Fig 1.
The NADK genes of extant eukaryotes originate from two ancient eukaryotic sister clades of uncertain provenance.
Shown is a phylogenetic tree computed by Bayesian inference of NADK genes from the Bacteria (top clades), Eukarya (middle two clades labeled “mito” and cyto”), and the Archaea (bottom gold clade). Most animals (blue clade), plants (green clade), and a few other protist groups (labeled) have genes from both the mito and cyto subclades. Plants have genes from two cyto-subclades, one of which corresponds to the plant plastid-specific NADK2 gene. The asterisked labels “MITOCHONDRIAL”, “CYTOSOLIC”, “STROMAL (CHLOROPLAST)” and others indicate lineages with specific experimental data on protein subcellular localization (see text). Node supports in this tree and all other trees represent posterior probabilities. Asterisks indicate sequences from species classified as Firmicutes but which we suspect are lateral gene transfers or misclassifications (also see S1 Fig).
Table 1.
Episodic NADK duplications associated with clade-defining evolutionary transitions.
Rows are ordered from highest to lowest clade levels. Gene duplications identified in a single species are not shown here.
Fig 2.
Fungi and Chlorophytes have lost mito-clade NADK genes while independently duplicating a cyto-clade gene.
Plants (embryophytes), charophytes, and chlorophytes are each depicted with green icons, while Holomycota (fungi + Fonticula alba) and amoebozoans are each depicted with purplish pink icons. A pair each of the fungal groups of ascomycetes, basidiomycetes, and chytridiomycetes were chosen to represent the fungi. The extra cyto-clades for Holomycota + Amoebozoa and for chlorophytes are highlighted in yellow and are found at the bottom of the eukaryotic cyto-subclade.
Fig 3.
Many eukaryotic protists do not possess the mito-clade NADK gene of plants and animals.

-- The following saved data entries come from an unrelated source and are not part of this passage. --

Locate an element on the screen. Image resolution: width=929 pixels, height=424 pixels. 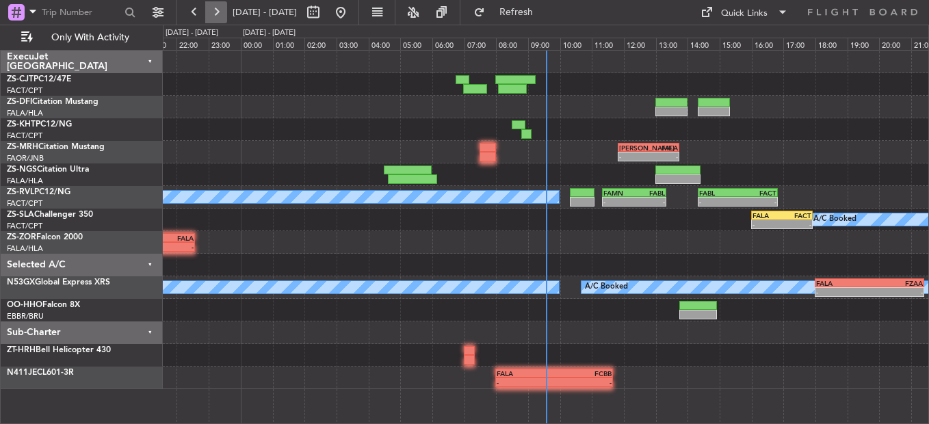
div: 23:00 is located at coordinates (224, 44).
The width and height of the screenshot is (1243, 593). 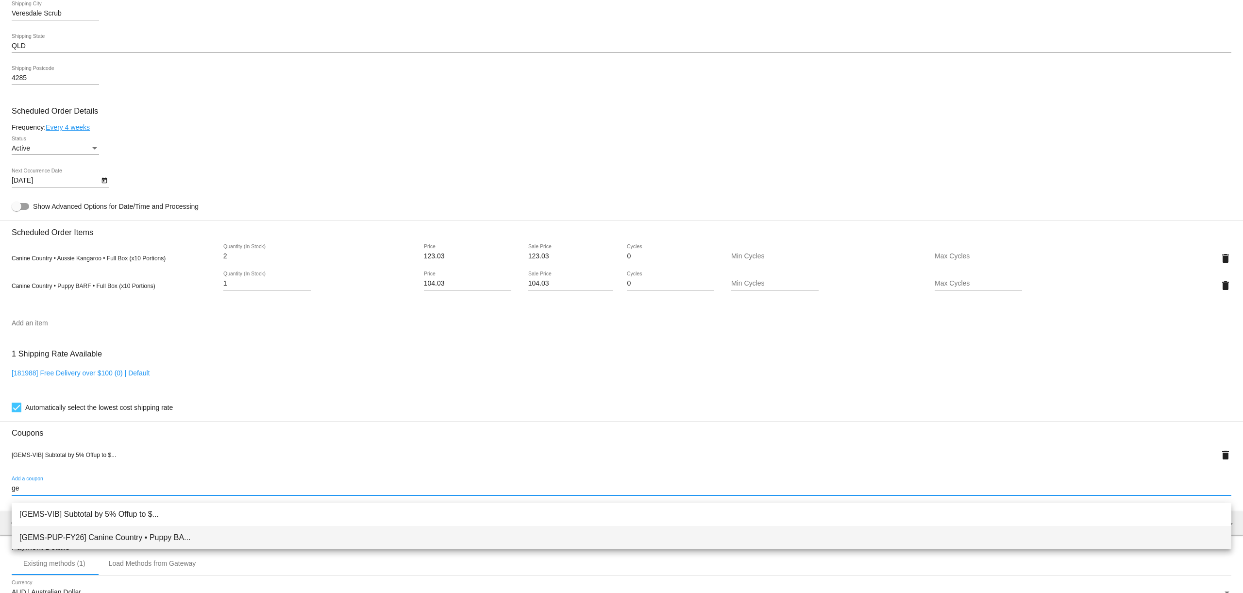 What do you see at coordinates (622, 323) in the screenshot?
I see `input: Add an item` at bounding box center [622, 323].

Unlike fungi, amoebozoans, and chlorophytes, all of which have additional NADK cyto-clade genes while missing a mito-clade NADK gene, many eukaryotic protist lineages that are also missing mito-clade NADK genes possess NADK cyto-clade genes that are only recently duplicated, if at all.
Fig 4.
An ancient duplication of NADK characterizes Nematoda.
All nematodes have missing cyto-clade genes, which was lost in connection with a duplication of the ancestral nematode mito-clade gene. Shown is a phylogenetic tree of NADK genes from 11 different nematode genera (highlighted in yellow) that have the ancient nematode duplication of its mito-clade gene into an “nmito” paralog, which encodes an enzyme localized to the mitochondrion in C. elegans, and an “m2c” paralog, which no longer localizes to the mitochondria in C. elegans.
Fig 5.
A fractal-like evolutionary pattern characterizes NADK evolution in the nematode phylum.
Shown is a phylogenetic tree of the nematode mito clade with additional nematode genera that display more recent duplications such as the clade IVb (purplish lineages) in the m2c-subclade and Diploscapter genes in the nmito-subclade of clade V nematodes. Other lineages, such as clade I nematodes appear to have only one identifiable gene within one of the two nematode subclades.
Fig 6.
Rarely, eukaryotic lineages replaced mito NADK genes with horizontal transfer of α-proteobacterial nadK.
Choanoflagellates, euglenozoans, and the cnidarian Stylophora pistillata eukaryotic mito-clade NADK genes while also possessing nadk genes apparently acquired from different lineages of α-proteobacteria. These apparent cases of HGT thus appear to be “α2m” replacements of mito-type NADK.
Fig 7.
A bacterial duplication of nadK in the Firmicutes class of Bacilli.
Identification of a duplication of nadK into ppnKA and ppnKB in the occurred after the Bacilli class split with its sister class of Clostridia. The Bacilli class of Firmicutes corresponds to aerobic endospore formers while the Clostridia class corresponds to anaerobic endospore formers. See S1 Fig for a more complete tree that includes the independent duplications in Actinobacteria and Eukaryotes.